A number of amendments were reviewed by the House Government Operations Committee and then reviewed on the House floor later in the day. These included attempts to reduce health care coverage to just during the legislative session, looking at creating an independent commission to oversee legislative compensation, study appropriate salaries instead of new salaries instead of setting them now, and shortening the legislative session to 12 week (typically around 19 now).
House Government Operations Committee
The Committee returned to S.39 on Wednesday morning to review proposed amendments to the bill. Representative Harrison was the first to testify regarding his amendment, which would treat Legislators as employees during the Legislative session, however when not in session they would not be treated as employees. In this way they would still be eligible but without a subsidy and would pay 100% of the premium.
Harrison added “health insurance is a very, very valuable benefit.” He doesn’t want that to go away, but the “cheaper” family plan is $20K and that “dwarfs” legislators’ current compensation. He thought that would be a “very hard sell with my constituents.”
Mrowicki noted that this issue was going to be taken up by the Working Group created in the bill, so he proposed that they find this amendment not favorable.
McCarthy added that the bill, as written, would provide 2025 Legislators with VSEA plans year-round. However, the major change contemplated in the amendment is that the health insurance coverage would only be when the legislature is in session.
Representative Waters Evans wondered if these changes would affect those who are eligible for the Vermont Health Connect exchange.

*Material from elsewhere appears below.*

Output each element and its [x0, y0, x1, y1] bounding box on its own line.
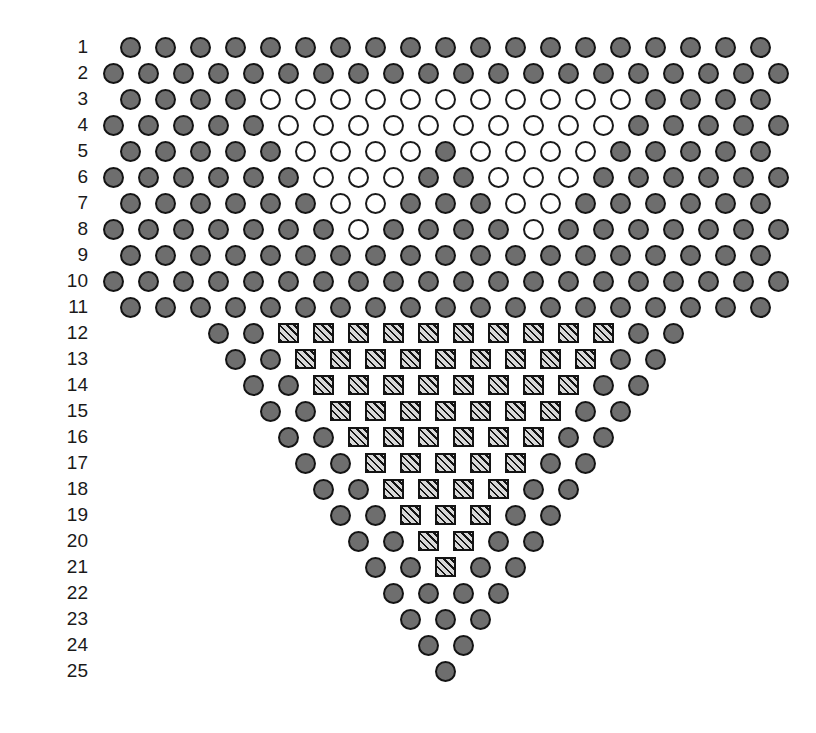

McCarthy believed it will and this is another reason for them to hesitate here.
McCarthy made a motion to dismiss the amendment and the vote was 8-3-1 in favor.
Harrison offered a second amendment. He explained that some states have independent commissions for pay adjustments. The amendment would add this to the list of topics for the study committee and does not commit them to anything. Representatives Hango and Higley both supported this idea.
Representative Birong commented that “the legislature has a tradition here of doing this (setting its own pay).”
McCarthy stated that they “don’t set our own pay, we set each other’s pay.” Looking at the bill, they were asking the Working Group to “focus on a few things,” he added.
Mrowicki offered that there was “some merit here.” They had already set this working group up, so he thought it might be appropriate to have them look at this proposal.
Representative Higley moved that they find this amendment favorable. There was a vote 11-1-0 in favor.
Harrison offered a third amendment, saying it related to the Study Committee in the bill. He found it a “little ironic that we presuppose in some sense what these recommendations are because we put in statutory amounts for salary in future years.” The amendment would essentially remove the salary components and ask the working group to return with proposed salary levels next year, which the legislature would then vote on.
Other states are “all over the map” and he understands the need to address salary. Assuming the House and Senate does its due diligence, “we should act then,” he stated.
Higley made a motion to find the amendment favorable. The vote was 3-9-0 against.
Representative Peterson introduced an amendment intended to “shorten the demands on folk’s lives,” which he believes would also allow more people to serve. His argument was that a 16 or more week “sacrifice” was prohibitive for most people’s lives. His proposal was to limit the legislative session to 12 weeks or less.
He pointed out that under the current salaries, savings would be $612K. In 2026, under new salary ranges, taxpayers would save $930K. Vermont ranks 49th in population, and yet 27 states have a shorter session than we do.
Mrowicki moved that they find the amendment unfavorable. He hears they “don’t take enough time” with legislation now and “to suggest we take less time flies in the face of the feedback we have been getting from members.”
Higley supported the idea, saying that he has “put in a resolution years back to push for getting our work done… to limit the number of bills a member can present in a session.”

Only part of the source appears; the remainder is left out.